-- Record set follows --

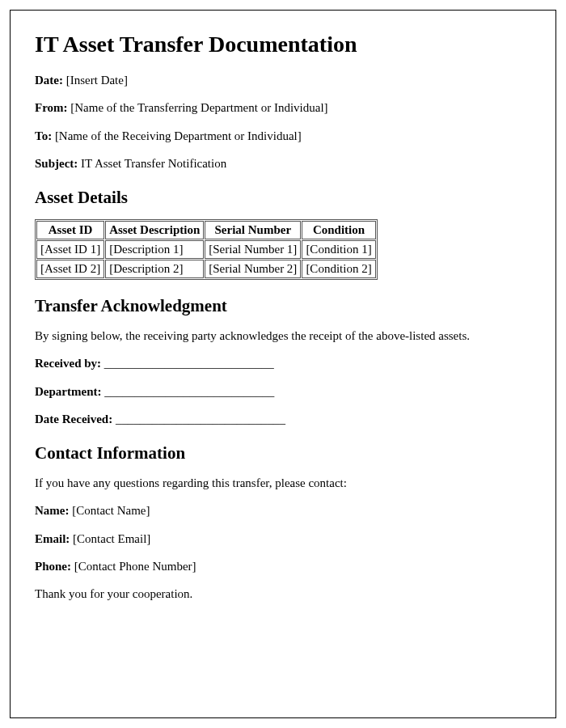  What do you see at coordinates (53, 566) in the screenshot?
I see `contact-phone-label: Phone:` at bounding box center [53, 566].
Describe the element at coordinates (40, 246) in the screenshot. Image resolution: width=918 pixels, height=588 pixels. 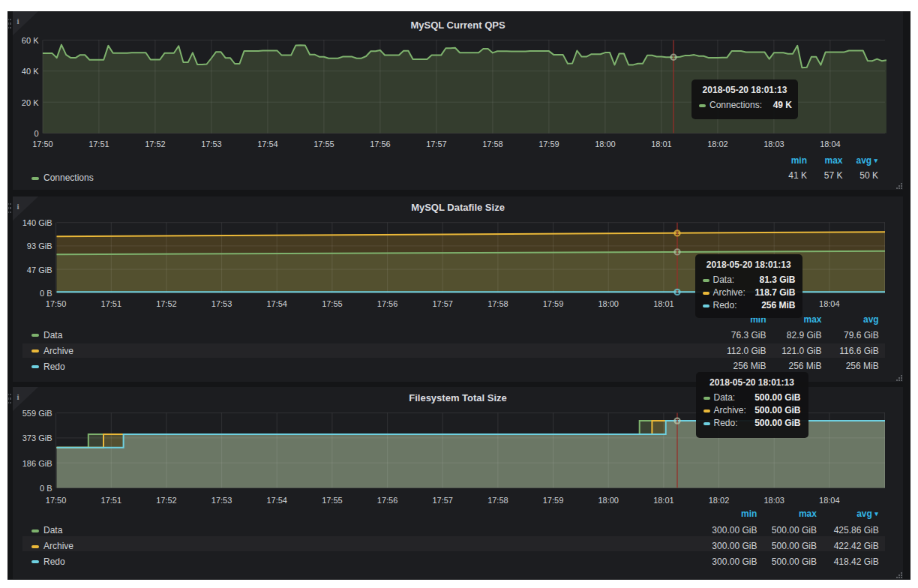
I see `svg-text: 93 GiB` at that location.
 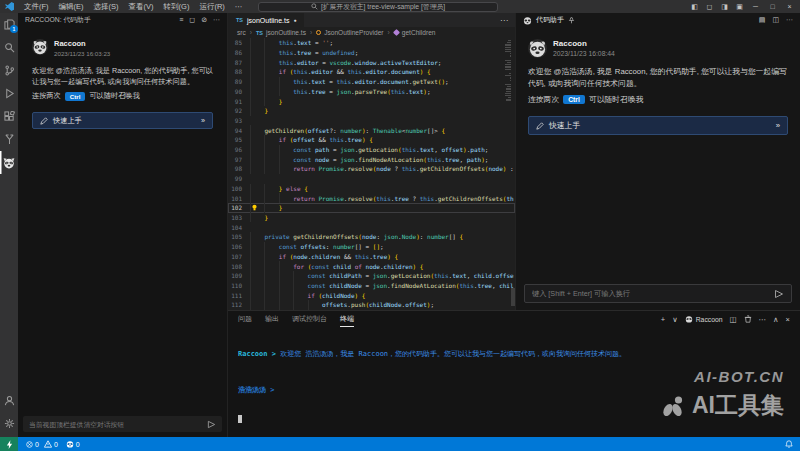 I want to click on tab-jsonoutline: TS jsonOutline.ts ●, so click(x=266, y=20).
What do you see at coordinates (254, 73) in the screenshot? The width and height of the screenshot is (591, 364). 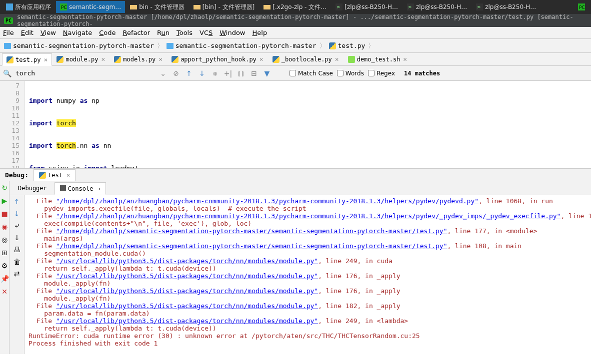 I see `exclude-icon: ⊟` at bounding box center [254, 73].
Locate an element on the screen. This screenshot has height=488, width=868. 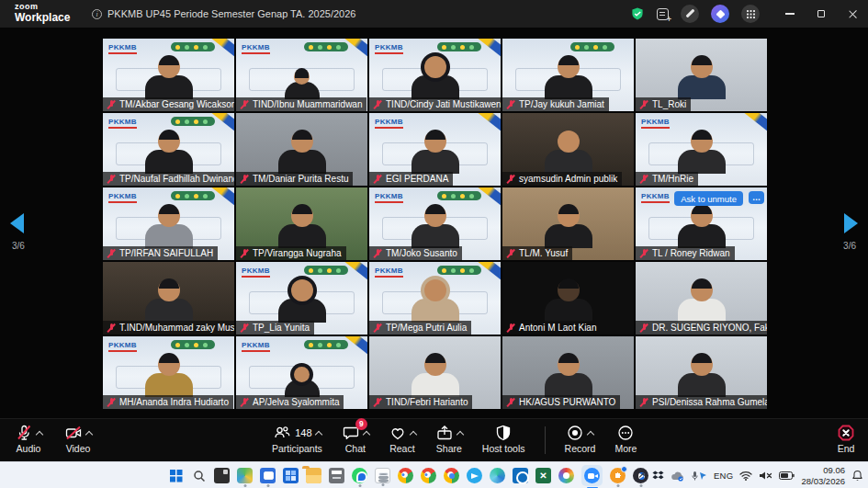
participant-tile: PKKMB EGI PERDANA is located at coordinates (435, 149).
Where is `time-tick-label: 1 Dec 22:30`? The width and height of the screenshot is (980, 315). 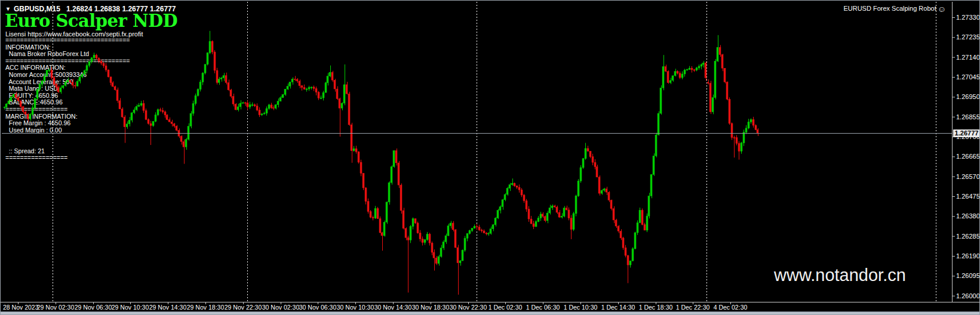 time-tick-label: 1 Dec 22:30 is located at coordinates (693, 307).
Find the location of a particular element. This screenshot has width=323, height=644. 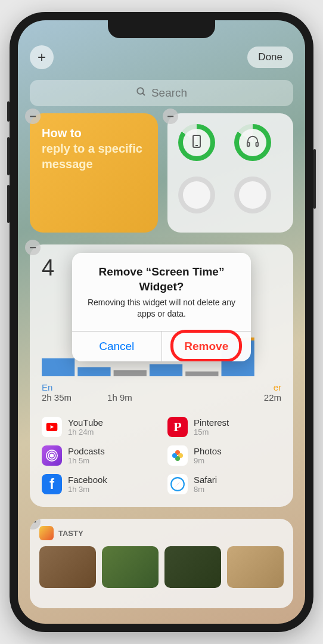

volume-down-button is located at coordinates (8, 204).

-- Record set concluded --

Exercise instructions:
Reproduce precisely the lines of the listing above, from the line containing "Find the location" to the last line, both ends included. Pictures are to be omitted.

Written answer:
Find the location of a particular element. This screenshot has width=323, height=644. 

volume-down-button is located at coordinates (8, 204).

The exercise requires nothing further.